The Fruit of the Digital Labor
Turning one corner, we found ourselves standing in the middle of an urban garden, populated with realistically shaded plants and trees (the branches and the leaves sway in the wind in response to the Second Life weather patterns).
“Some of the students found out there actually is a viable urban garden concept, the movement to put people more in touch with what they’re eating,” Terry noted. This, he pointed out, is what the students consider an alternative to driving great distance to a supermarket chain for groceries. The little lush backyard we were standing in was the result of the students’ study to determine the volume of crops that would be required to feed a school.
“This is expanding the definition of sustainability,” Terry pointed out. “Most studies look at green building materials or energy conservation, for example. But the work that Ralph Johnson and I are doing is looking at the entire community and the full range of issues that effect a community’s sustainability: Are there places for musicians to play, for instance?”

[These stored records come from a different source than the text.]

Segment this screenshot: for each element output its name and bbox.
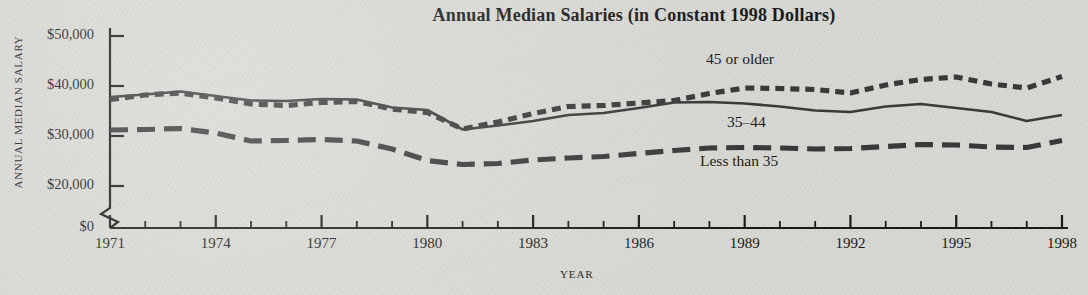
y-tick-label: $50,000 (8, 26, 94, 43)
x-tick-label: 1980 (392, 235, 462, 252)
series-line (110, 92, 1062, 130)
x-tick-label: 1977 (287, 235, 357, 252)
x-tick-label: 1992 (815, 235, 885, 252)
y-tick-label: $40,000 (8, 76, 94, 93)
y-axis-title: ANNUAL MEDIAN SALARY (12, 27, 24, 197)
x-tick-label: 1998 (1027, 235, 1088, 252)
y-tick-label: $0 (8, 218, 94, 235)
series-label-45-or-older: 45 or older (706, 50, 774, 68)
x-axis-title: YEAR (560, 268, 594, 280)
y-tick-label: $20,000 (8, 176, 94, 193)
series-label-less-than-35: Less than 35 (700, 152, 778, 170)
x-tick-label: 1986 (604, 235, 674, 252)
series-line (110, 77, 1062, 130)
x-tick-label: 1995 (921, 235, 991, 252)
x-tick-label: 1971 (75, 235, 145, 252)
x-tick-label: 1983 (498, 235, 568, 252)
series-label-35-44: 35–44 (727, 113, 766, 131)
y-tick-label: $30,000 (8, 126, 94, 143)
series-line (110, 129, 1062, 165)
x-tick-label: 1989 (710, 235, 780, 252)
x-tick-label: 1974 (181, 235, 251, 252)
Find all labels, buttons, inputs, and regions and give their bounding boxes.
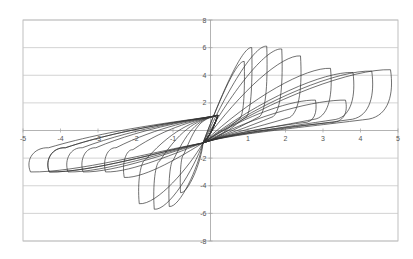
y-tick-label: 6 <box>203 44 207 51</box>
x-tick-label: 5 <box>396 135 400 142</box>
x-tick-label: 3 <box>321 135 325 142</box>
y-tick-label: 8 <box>203 17 207 24</box>
y-tick-label: 2 <box>203 99 207 106</box>
x-tick-label: -5 <box>20 135 26 142</box>
y-tick-label: -2 <box>200 155 206 162</box>
x-tick-label: -3 <box>95 135 101 142</box>
x-tick-label: 4 <box>359 135 363 142</box>
y-tick-label: -4 <box>200 182 206 189</box>
x-tick-label: -4 <box>57 135 63 142</box>
x-tick-label: -2 <box>132 135 138 142</box>
hysteresis-chart: -5-4-3-2-1123458642-2-4-6-8 <box>0 0 413 259</box>
y-tick-label: -6 <box>200 210 206 217</box>
x-tick-label: -1 <box>170 135 176 142</box>
x-tick-label: 1 <box>246 135 250 142</box>
x-tick-label: 2 <box>284 135 288 142</box>
y-tick-label: -8 <box>200 238 206 245</box>
y-tick-label: 4 <box>203 72 207 79</box>
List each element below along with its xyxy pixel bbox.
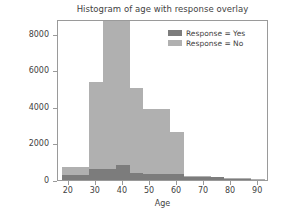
legend-item: Response = No [168, 38, 245, 48]
bar-yes [62, 175, 89, 180]
bar-yes [170, 174, 184, 180]
x-tick-mark [176, 181, 177, 185]
y-tick-label: 8000 [3, 31, 49, 39]
y-tick-label: 4000 [3, 104, 49, 112]
legend-swatch [168, 40, 182, 46]
x-tick-mark [203, 181, 204, 185]
x-tick-mark [257, 181, 258, 185]
legend-label: Response = No [186, 39, 243, 48]
bar-yes [143, 174, 157, 180]
y-tick-mark [53, 71, 57, 72]
legend-label: Response = Yes [186, 29, 245, 38]
x-tick-mark [95, 181, 96, 185]
y-tick-label: 0 [3, 177, 49, 185]
x-tick-label: 40 [110, 187, 134, 195]
x-tick-label: 90 [245, 187, 269, 195]
bar-no [130, 88, 144, 180]
bar-yes [184, 177, 211, 180]
y-tick-mark [53, 108, 57, 109]
legend-item: Response = Yes [168, 28, 245, 38]
bar-yes [224, 179, 251, 180]
x-tick-label: 80 [218, 187, 242, 195]
bar-no [157, 109, 171, 180]
bar-no [116, 20, 130, 180]
y-tick-mark [53, 144, 57, 145]
x-tick-mark [122, 181, 123, 185]
x-tick-mark [230, 181, 231, 185]
x-tick-mark [68, 181, 69, 185]
bar-no [143, 109, 157, 180]
bar-no [103, 20, 117, 180]
chart-title: Histogram of age with response overlay [57, 4, 268, 14]
x-tick-mark [149, 181, 150, 185]
y-tick-mark [53, 35, 57, 36]
y-tick-mark [53, 181, 57, 182]
x-axis-label: Age [57, 199, 268, 208]
legend: Response = YesResponse = No [165, 26, 248, 50]
y-tick-label: 2000 [3, 140, 49, 148]
bar-yes [157, 174, 171, 180]
bar-no [89, 82, 103, 180]
legend-swatch [168, 30, 182, 36]
x-tick-label: 60 [164, 187, 188, 195]
bar-no [170, 132, 184, 180]
x-tick-label: 70 [191, 187, 215, 195]
bar-yes [103, 169, 117, 180]
bar-yes [89, 169, 103, 180]
x-tick-label: 50 [137, 187, 161, 195]
histogram-figure: Histogram of age with response overlay F… [0, 0, 281, 222]
bar-yes [130, 173, 144, 180]
bar-yes [211, 177, 225, 180]
x-tick-label: 30 [83, 187, 107, 195]
x-tick-label: 20 [56, 187, 80, 195]
y-tick-label: 6000 [3, 67, 49, 75]
bar-yes [116, 165, 130, 180]
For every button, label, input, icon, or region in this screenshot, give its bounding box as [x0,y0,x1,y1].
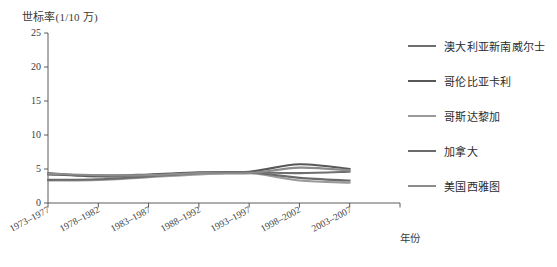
svg-text:15: 15 [31,95,41,106]
svg-text:10: 10 [31,129,41,140]
legend-swatch-icon [408,45,436,47]
svg-text:5: 5 [36,163,41,174]
legend-swatch-icon [408,150,436,152]
legend-item[interactable]: 哥斯达黎加 [408,98,557,133]
series-group [48,164,350,182]
legend-label: 美国西雅图 [444,178,501,194]
svg-text:25: 25 [31,27,41,38]
legend-label: 澳大利亚新南威尔士 [444,38,546,54]
chart-figure: 世标率(1/10 万) 0510152025 1973–19771978–198… [0,0,557,267]
legend-swatch-icon [408,115,436,117]
legend-item[interactable]: 哥伦比亚卡利 [408,63,557,98]
legend-swatch-icon [408,185,436,187]
legend-label: 加拿大 [444,143,478,159]
legend-item[interactable]: 美国西雅图 [408,168,557,203]
legend-item[interactable]: 澳大利亚新南威尔士 [408,28,557,63]
legend-label: 哥伦比亚卡利 [444,73,512,89]
chart-legend: 澳大利亚新南威尔士哥伦比亚卡利哥斯达黎加加拿大美国西雅图 [408,28,557,203]
x-axis-title: 年份 [400,230,420,245]
legend-swatch-icon [408,80,436,82]
legend-label: 哥斯达黎加 [444,108,501,124]
svg-text:20: 20 [31,61,41,72]
legend-item[interactable]: 加拿大 [408,133,557,168]
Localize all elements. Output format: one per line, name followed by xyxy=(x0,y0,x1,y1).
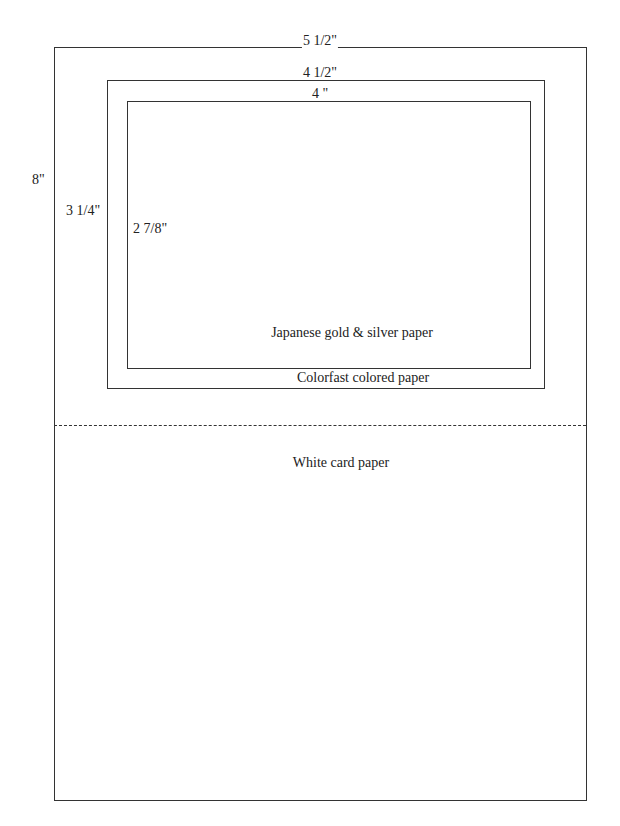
inner-height-label: 2 7/8" xyxy=(133,222,167,236)
middle-material-label: Colorfast colored paper xyxy=(296,371,430,385)
middle-width-label: 4 1/2" xyxy=(302,66,338,80)
inner-material-label: Japanese gold & silver paper xyxy=(270,326,434,340)
fold-line xyxy=(54,425,586,426)
middle-height-label: 3 1/4" xyxy=(66,204,100,218)
card-height-label: 8" xyxy=(32,173,45,187)
inner-width-label: 4 " xyxy=(311,87,329,101)
card-width-label: 5 1/2" xyxy=(302,34,338,48)
card-material-label: White card paper xyxy=(292,456,390,470)
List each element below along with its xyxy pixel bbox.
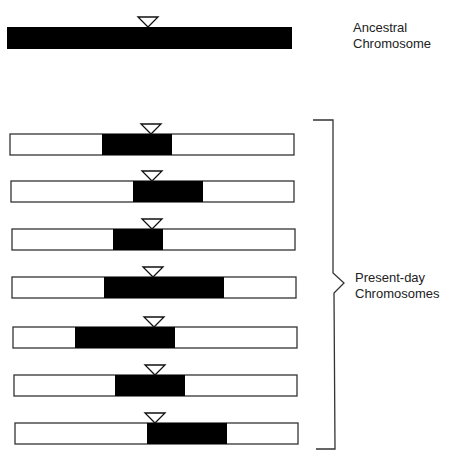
centromere-marker-icon (143, 267, 163, 277)
conserved-segment-4 (104, 277, 224, 298)
centromere-marker-icon (145, 365, 165, 375)
conserved-segment-1 (102, 134, 172, 155)
conserved-segment-2 (133, 181, 203, 202)
centromere-marker-icon (142, 219, 162, 229)
conserved-segment-7 (147, 423, 227, 444)
centromere-marker-icon (141, 124, 161, 134)
ancestral-chromosome-bar (7, 27, 292, 49)
conserved-segment-3 (113, 229, 163, 250)
curly-brace-icon (313, 120, 344, 449)
centromere-marker-icon (138, 17, 158, 27)
centromere-marker-icon (145, 413, 165, 423)
present-day-label-line1: Present-day (355, 270, 440, 286)
conserved-segment-5 (75, 327, 175, 348)
centromere-marker-icon (142, 171, 162, 181)
present-day-label-line2: Chromosomes (355, 286, 440, 302)
ancestral-label-line2: Chromosome (353, 36, 431, 52)
ancestral-label-line1: Ancestral (353, 20, 431, 36)
chromosome-diagram (0, 0, 453, 461)
centromere-marker-icon (144, 317, 164, 327)
conserved-segment-6 (115, 375, 185, 396)
present-day-label: Present-day Chromosomes (355, 270, 440, 302)
ancestral-label: Ancestral Chromosome (353, 20, 431, 52)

The study gives the students a much better idea of the square footages of vegetation required to support a community of a certain size. Consequently, the space allocation for the urban garden became a part of their proposal for West Oakland revival.
The virtual environment allows students to study the viability of cultivating urban gardens to support the community. |
Second Life Beckons
Several years ago, when Terry announced he was going to teach an architecture class in Second Life, some of his colleagues asked, “Why?” Now, they asked, “How?” Terry has become a frequently requested keynote speaker at architecture conferences. His subject: how to use virtual environments to advance the building design profession.
“Decades ago, when CAD programs appeared in the market, some architects asked why you would even want to use a computer to do architecture,” Terry reminded us. Now, producing working drawings on a computer is a given. He predicts a similar evolution will happen with virtual environments.
This fall, among the projects and classes in the Creative Research Lab, Terry and Ralph are gearing up for another Sustainable Community Planning and Design research project class; artist and researcher Mike Kippenhan is co-teaching the Alternative Creative Space class with Terry. More exploration will occur in Landscape Planning & Design in a Virtual Environment; Paleontology in a Virtual Environment; and Preservation of Historic Buildings and Towns in a Virtual Environment.
For more on Terry Beaubois' class in Second Life, watch for "Tech Trends: First Hand Architecture in Second Life" in the October issue of Cadalyst magazine.